I come from a very good but very unorthodox graduate program that was only formed in 1996. This means that there aren't many grads who have paved the way for us, but I got exceedingly lucky because one of my colleagues here at XU also graduated from my program. I got two interviews when I was on the job market, and hired at the place where there was someone with a PhD from my grad institution. Coincidence? Definitely not.
Part of the problem here is that people like to think that the hiring process is a rational one. It is not.
Having sat on many hiring committees, I have seen all sorts of oddities. For instance, one job candidate was rejected because they described themselves as coming from 'The Commonwealth of Virginia', rather than just 'Virginia'. Although I argued against this, it was fatal to the candidate.
On the business of getting 'behind the mask' information on candidates, I actually think that this can be quite important, especially when compiling a short list. I always think of the hiring process as being more like an adoption than anything else. The question that is really being asked (although few people will admit it) is 'Could we live with this person for the rest of our careers?'
The business of sticking with the known programs is also an interesting one. I think that this can cause some good candidates to get overlooked. I always focus on the CV. If a person is an active researcher, then they are likely to have the necessary skills to keep publiching, make tenure etc.
This much being said, I also have quite a few deadwood, useless co-workers. What I find really worrying though is that it is often the deadwoods who end up on hiring committees, as other people are too busy doing real work. These people are also frequently the most vocal on these committees. I thus take it upon myself to try and counter-act these individuals, as they have a propensity to wish to short list weak candidates (often arguing that these are the candidates that we will realistically be able to hire).

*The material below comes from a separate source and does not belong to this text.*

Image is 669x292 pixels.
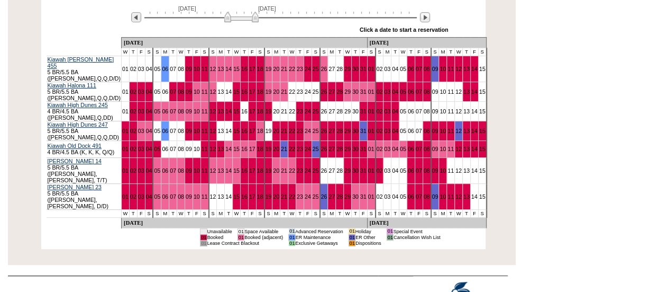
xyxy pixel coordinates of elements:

The main point here though is to illustrate how the whole process is fundamentally irrational, despite the best efforts of all involved.
The CP
I totally had to laught when I saw your reference to NE MT State University. I know you just named Northeast Montana State University because it sounds like a place in bum fuck Egypt, but there is no such school. In fact, you'd be hard pressed to find a high school there. Northeast MT is, however, the home of the MT militia - a damned scarry place! That was a totally off-the-topic comment, but hey, it's my homestate; one I can be sort of proud of for booting out their idiot R senator!!